Making people have a little fear of the idea that they might face consequences if they engage in some truly malicious behavior in the workplace can pay huge dividends with a very small number of tests, due to the power of randomness.

Can Sweden’s speeding fine approach succeed in companies?

In Sweden, they have this system in which, basically, you have both the carrot and the stick when it comes to speeding, and I think it provides some lessons for business too. If you speed and you get caught, you have to pay a fine, but the fine doesn’t go to the government—it goes to people who are obeying the speed limits.

One of the things that we often don’t do enough is incentivizing good behavior rather than just punishing bad behavior.
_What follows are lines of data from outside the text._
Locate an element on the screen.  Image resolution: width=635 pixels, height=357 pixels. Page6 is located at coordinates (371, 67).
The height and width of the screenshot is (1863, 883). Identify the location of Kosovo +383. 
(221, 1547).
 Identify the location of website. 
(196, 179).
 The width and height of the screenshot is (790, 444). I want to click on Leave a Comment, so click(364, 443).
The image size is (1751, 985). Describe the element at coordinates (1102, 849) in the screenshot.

Now, the other thing that’s important to take away from some of these examples is that they’re not rocket science, right? Sweden didn’t come up with some ingenious idea; they just tweaked the system in a small way, and it started to pay significant dividends.

My hope in writing this book is that some very powerful people who are very well-intentioned should start to think more critically about the systems that are currently on autopilot in their organizations—whether it’s a business or a police department or whatever it is—and start to think, “We could do it slightly differently, but that would pay huge dividends.” These small examples can add up to quite a lot of profound changes in making the world just that bit better.
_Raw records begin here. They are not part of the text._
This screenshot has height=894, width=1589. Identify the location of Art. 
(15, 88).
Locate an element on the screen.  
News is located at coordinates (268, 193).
We have to think carefully about redesigning systems. If we do that, I actually think we can fix this problem. We have designed, in ways that we promote people or in ways that we hire people, a system that caters, frankly, to extroverted, narcissistic Machiavellian psychopaths.

How can more nice, nonpsychopathic people get power?
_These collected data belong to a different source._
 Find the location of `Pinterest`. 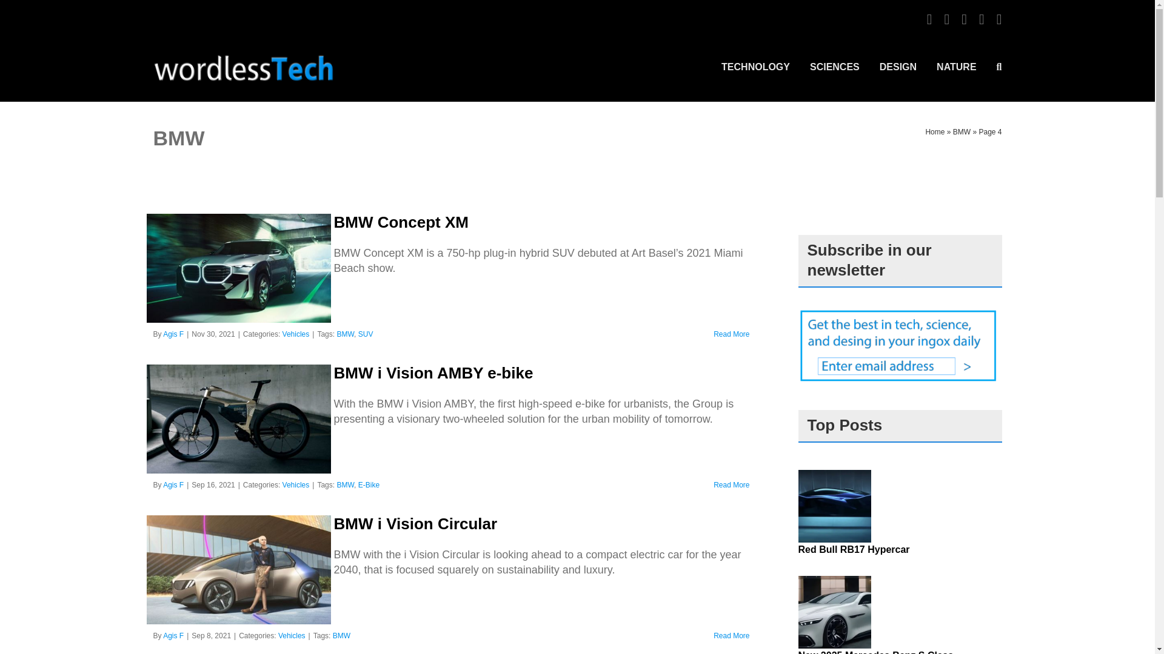

Pinterest is located at coordinates (928, 19).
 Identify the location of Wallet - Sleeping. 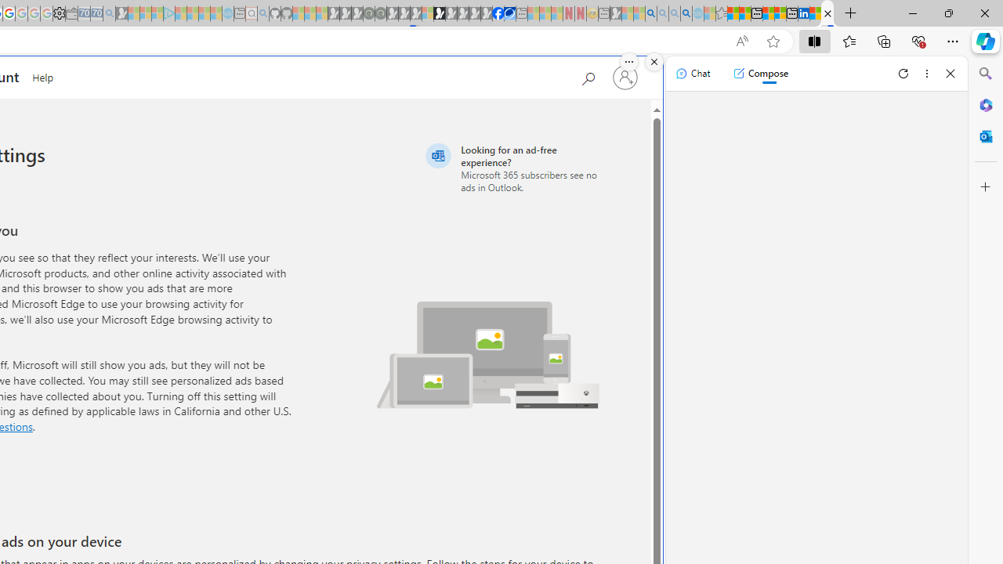
(71, 14).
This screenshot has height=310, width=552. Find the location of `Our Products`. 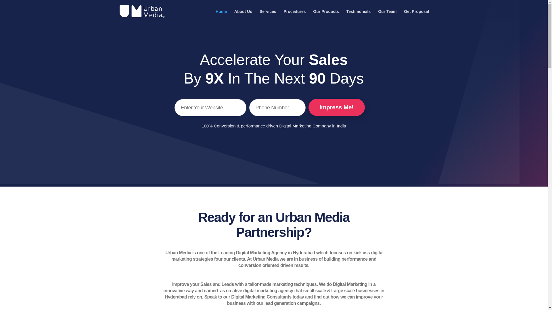

Our Products is located at coordinates (326, 16).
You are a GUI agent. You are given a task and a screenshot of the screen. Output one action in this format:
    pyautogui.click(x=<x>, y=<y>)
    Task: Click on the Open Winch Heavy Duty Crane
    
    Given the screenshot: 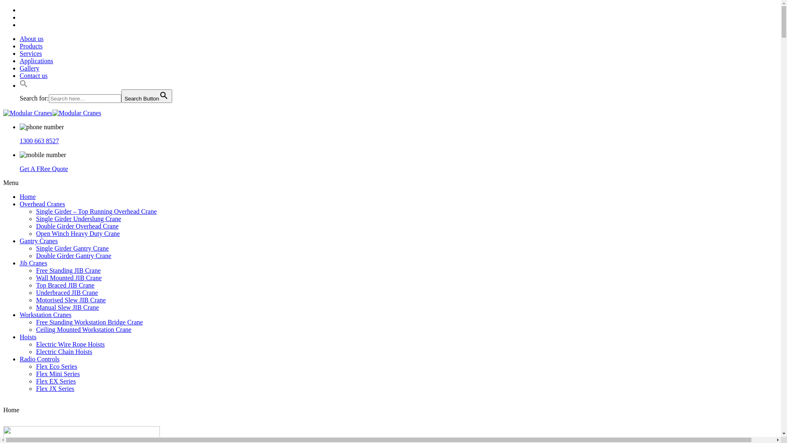 What is the action you would take?
    pyautogui.click(x=78, y=234)
    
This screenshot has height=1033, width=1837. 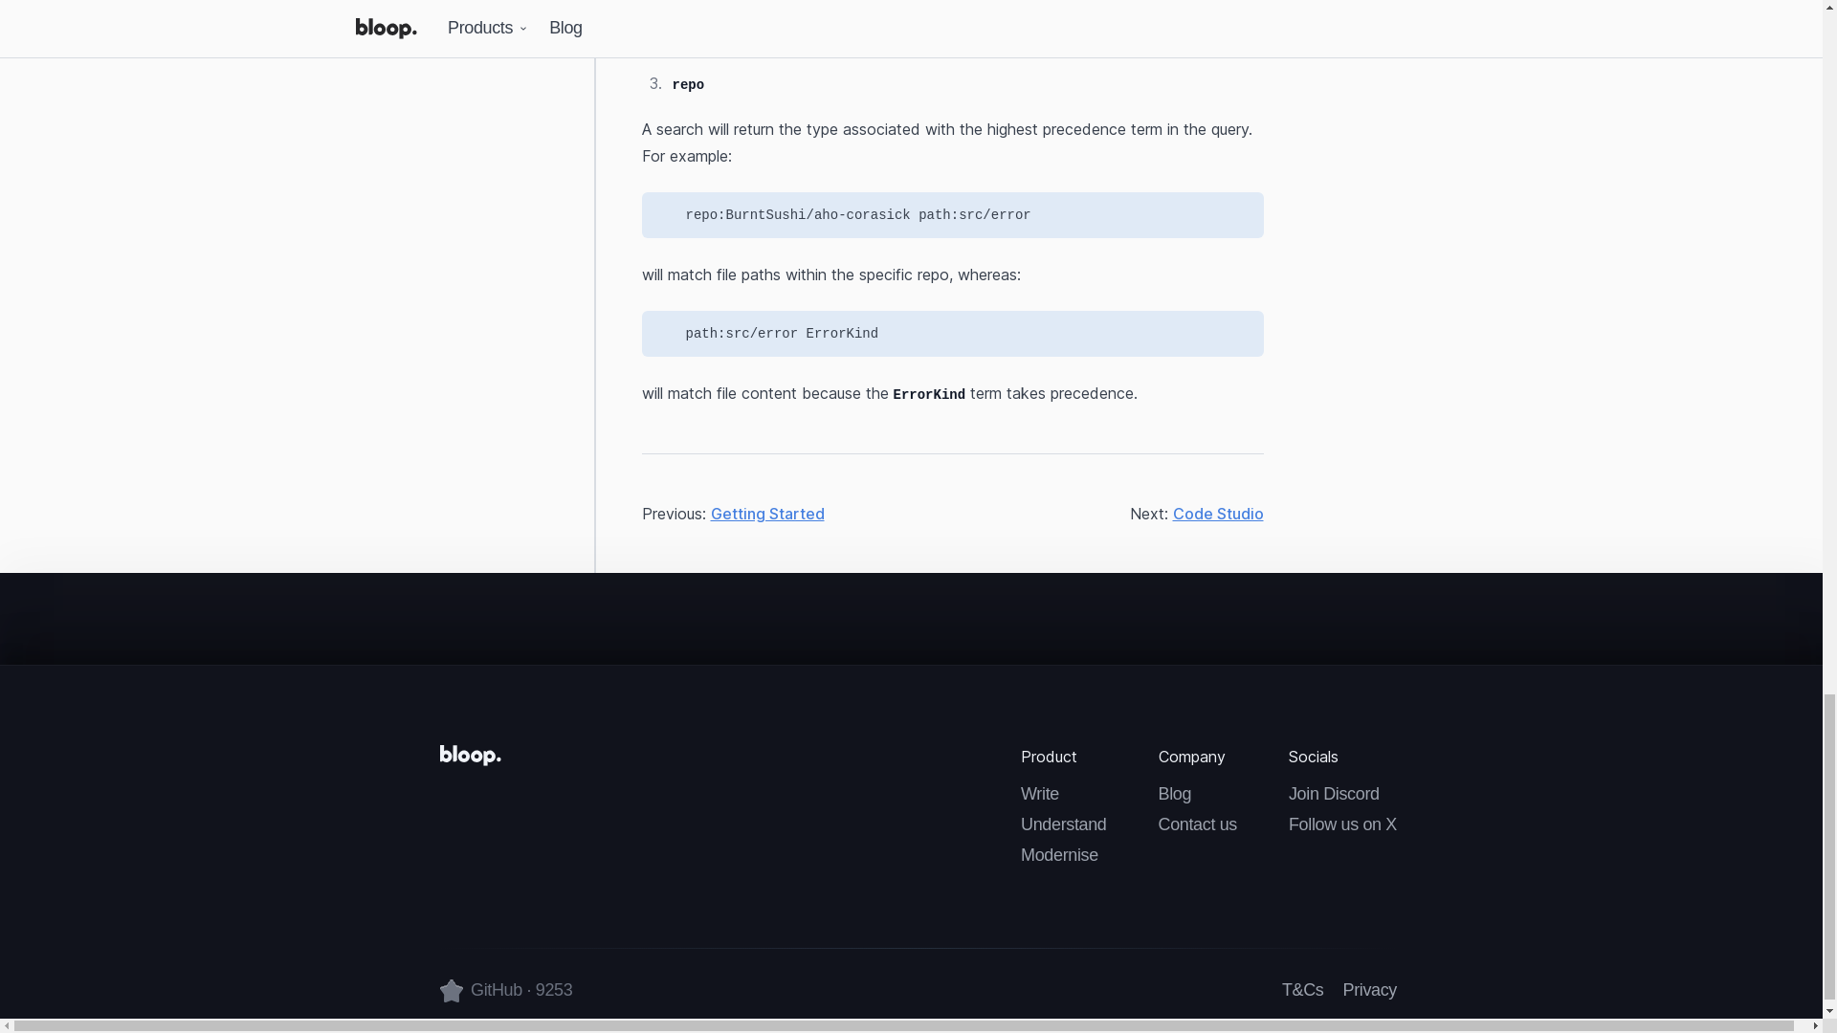 What do you see at coordinates (765, 513) in the screenshot?
I see `Getting Started` at bounding box center [765, 513].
In the book, I provide ten principles that I think can weed out the corruptible people who seek power, and also attract more incorruptible people into power. Now, I’m not naive; my research has clearly shown me that bad, abusive people are disproportionately likely to seek power, disproportionately good at getting it, and likely to become worse once they wield it, because power does indeed corrupt.

Why am I not pessimistic? The reason I’m not pessimistic is that I think there are actually quite a lot of easy fixes. I don’t mean that they’re easy in the sense of actually implementing them immediately and having them pay off like a silver bullet. I mean that we have to think carefully about redesigning systems. If we do that, I actually think we can fix this problem. We have designed, in ways that we promote people or in ways that we hire people, a system that caters, frankly, to extroverted, narcissistic Machiavellian psychopaths. The reason I say so is that a lot of the systems that are used to vet people or promote them or to hire them in the first place involve “performances,” short-term performances in which superficial charm—the two words that are most associated with psychopaths or narcissists—are on display.

Take one quick fix: at University College London, where I teach, all of the grading that I do is fully anonymized. I grade a number, not a name. It’s a really small change, but it makes it so I can’t punish a student that I dislike, and I have no idea who I’m actually grading.

The book is trying to say we need to think a little bit more creatively. We don’t need to reinvent the wheel completely; we just need to think a little bit more creatively about how we design systems that would make it less attractive for psychopathic, abusive Machiavellians to join the organization and a little more attractive for good, decent, normal people to try to rise through the ranks. We need to make the pinnacle of power attractive to those people who might not want power for power’s sake, because right now we have quite a self-selection problem where the worst among us gravitate toward the top.

We have these human tendencies, we have some broken systems, but they’re fixable, and the ultimate outcome can be a much more just and incorruptible world. That’s my hope for what the book achieves over the longer run, with some very smart people reengineering the organizations that they inhabit and run.